Case No. 17-1299, Nev.
Preview by Samuel E. Meredith, Senior Online Editor
Faithful SCOTUS fans will recall that the Court decided last term to abandon one of its precedents in South Dakota v. Wayfair. This term, in Hyatt, the Court will once again decide whether one of its prior decisions should be overturned.
The underlying dispute in Hyatt began over 20 years ago when the Franchise Tax Board of California (“the FTB”) launched an investigation to determine whether Hyatt, who by then was living in Nevada, owed back taxes from when he lived in California. Several years after the audit began, Hyatt, citing investigatory misconduct, filed a number of tort claims against the FTB in Nevada state court. Constitutional disputes (and two visits to the Supreme Court) followed. When the case proceeded to trial, a jury ruled in favor of Hyatt on each of his claims. The Nevada Supreme Court reversed some of these findings but affirmed others.
This time, the parties’ dispute before the Court stems from Nevada v. Hall, 440 U.S. 410 (1979), in which the Court ruled that a state may be held fully liable in the courts of another state. The continued viability of Hall was among the issues presented in Hyatt’s second visit to the Court, but a deadlock among the Justices left the ruling of the court below in place. The Court’s treatment of Hall this time around will determine the validity of the outstanding judgments against the FTB.
The FTB contends that Hall was incorrectly decided because “a considerable body of historical evidence establishes that the Framers did not intend to abrogate States’ immunity in courts of other States.” Brief for Petitioner, Franchise Tax Board of Cal. v. Hyatt, No. 17-1299 (U.S. filed Sept. 11, 2018). To support this conclusion, the FTB points to cases predating the Constitution, and argues that the Constitution did nothing to disrupt the sovereign immunity framework embodied in those cases. The FTB further asserts that Hall should be overturned because it “has proven impracticable in its ‘real world implementation.’” Id. at 39 (quoting South Dakota v. Wayfair, 138 S. Ct. 2080, 2097 (2018)).
Hyatt, on the other hand, argues that this dispute should have never been brought to the Court in the first place, citing “the law of the case doctrine.” Brief for Respondent at 12, Franchise Tax Board of Cal. v. Hyatt, No. 17-1299 (U.S. filed Nov. 15, 2018). Alternatively, Hyatt argues that the FTB “waived the ability to ask for Nevada v. Hall to be overruled” by failing to raise the issue when the parties were before the Court for the first time. On the merits, Hyatt avers that the FTB “has failed to provide the ‘compelling justification’ for overruling a long-standing precedent.” Id. at 18.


- _WHAT YOU SHOULD DO_: Nothing but the lines from the one containing "tight bounding box." through the end of the data below should appear in the answer, each exact and free of pictures.

- _SOURCE DATA_:
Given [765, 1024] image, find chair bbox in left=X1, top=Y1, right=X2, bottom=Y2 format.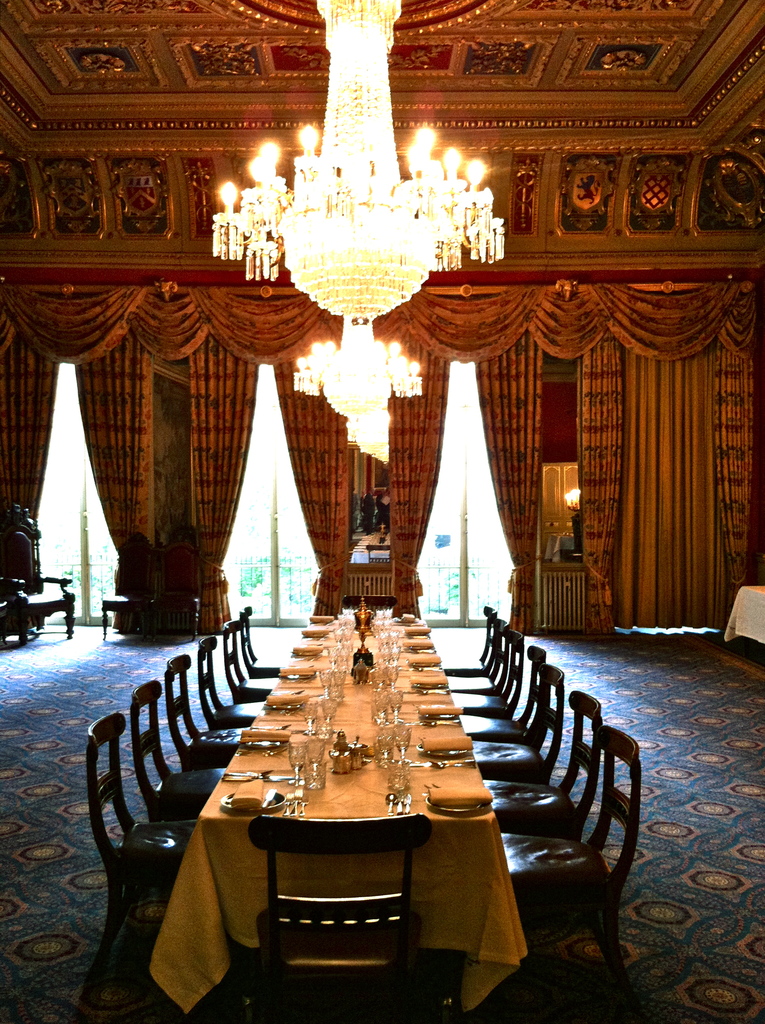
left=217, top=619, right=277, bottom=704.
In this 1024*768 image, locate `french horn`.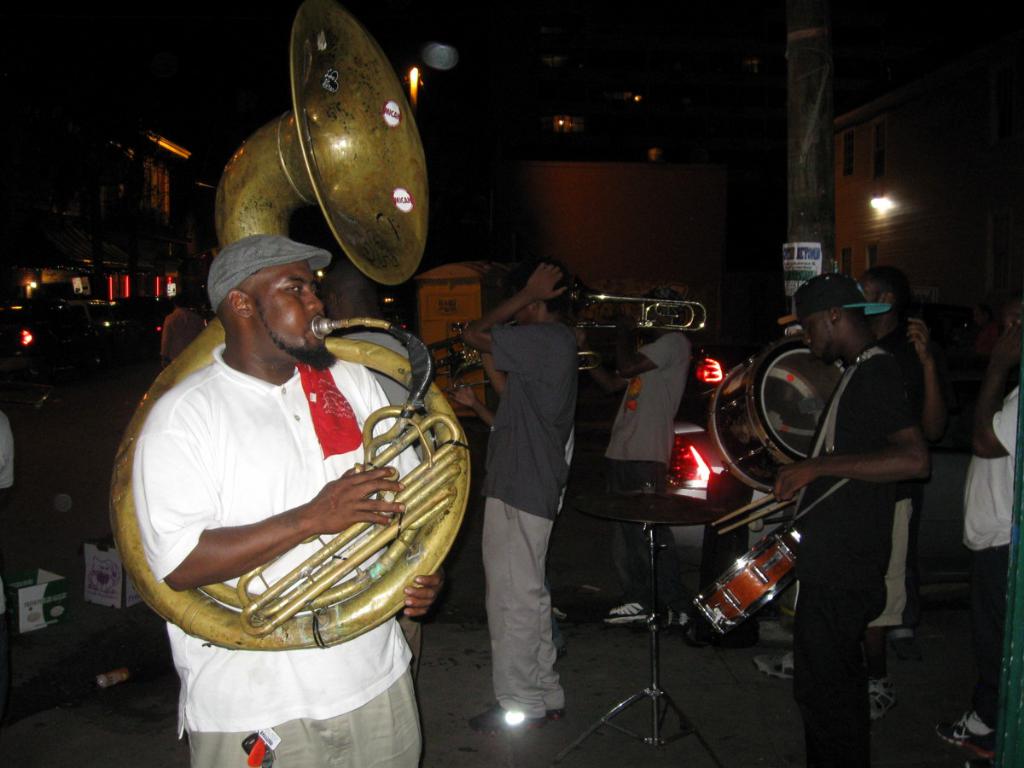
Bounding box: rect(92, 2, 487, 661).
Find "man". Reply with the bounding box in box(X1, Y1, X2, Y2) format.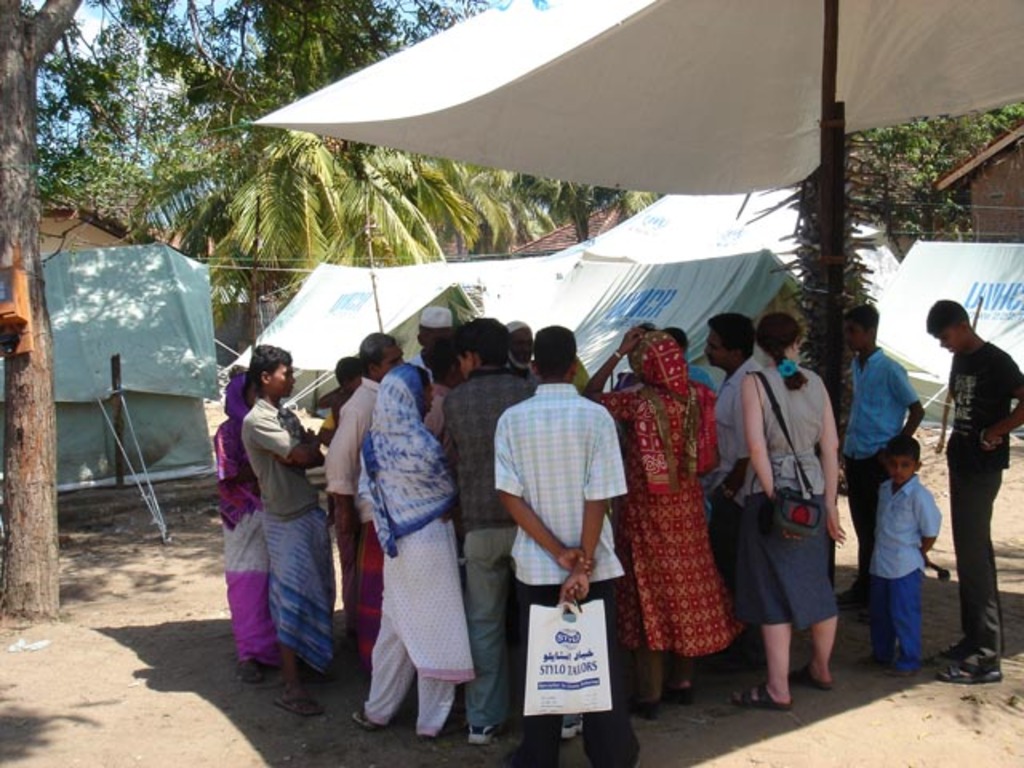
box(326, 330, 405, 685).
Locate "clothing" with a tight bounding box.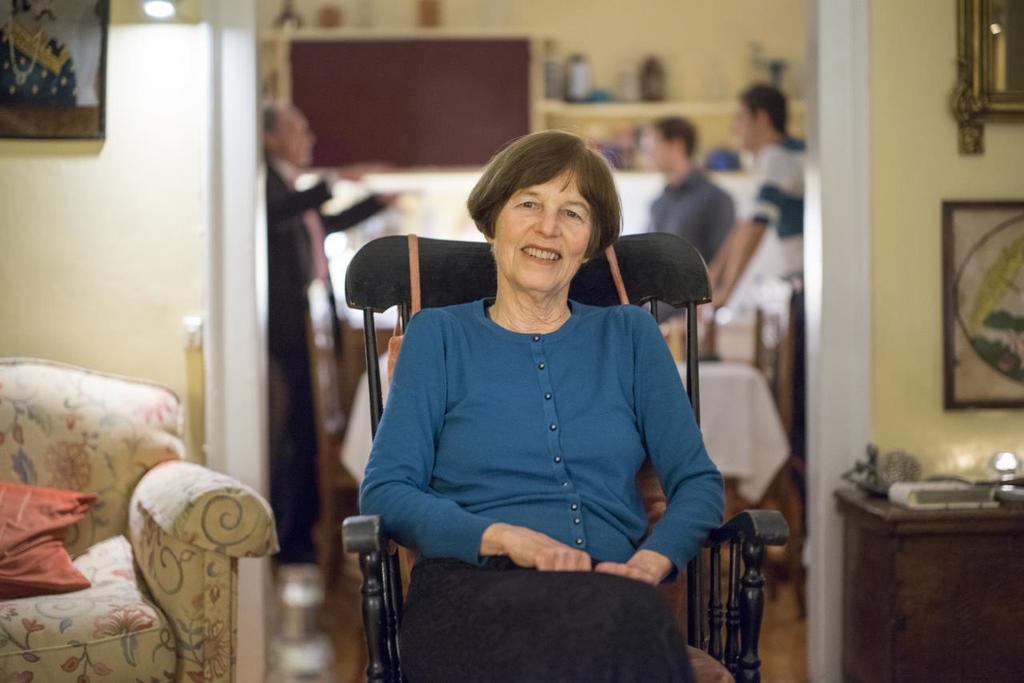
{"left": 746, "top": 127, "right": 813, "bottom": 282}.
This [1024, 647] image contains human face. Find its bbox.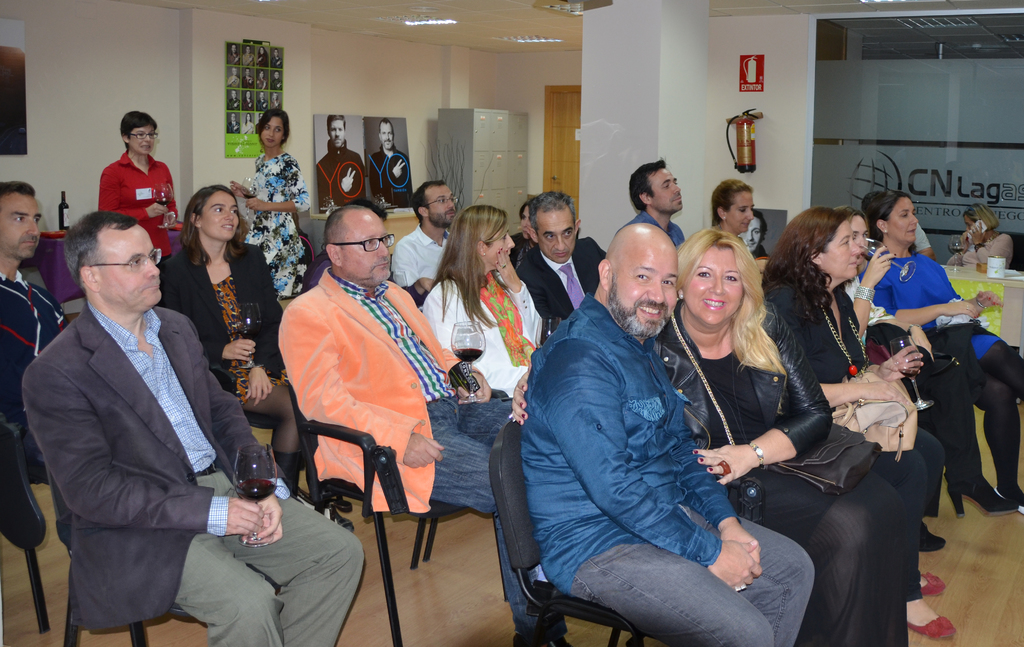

- _RESPONSE BOX_:
Locate "clothing" with a tight bounding box.
{"left": 746, "top": 127, "right": 813, "bottom": 282}.
This [1024, 647] image contains human face. Find its bbox.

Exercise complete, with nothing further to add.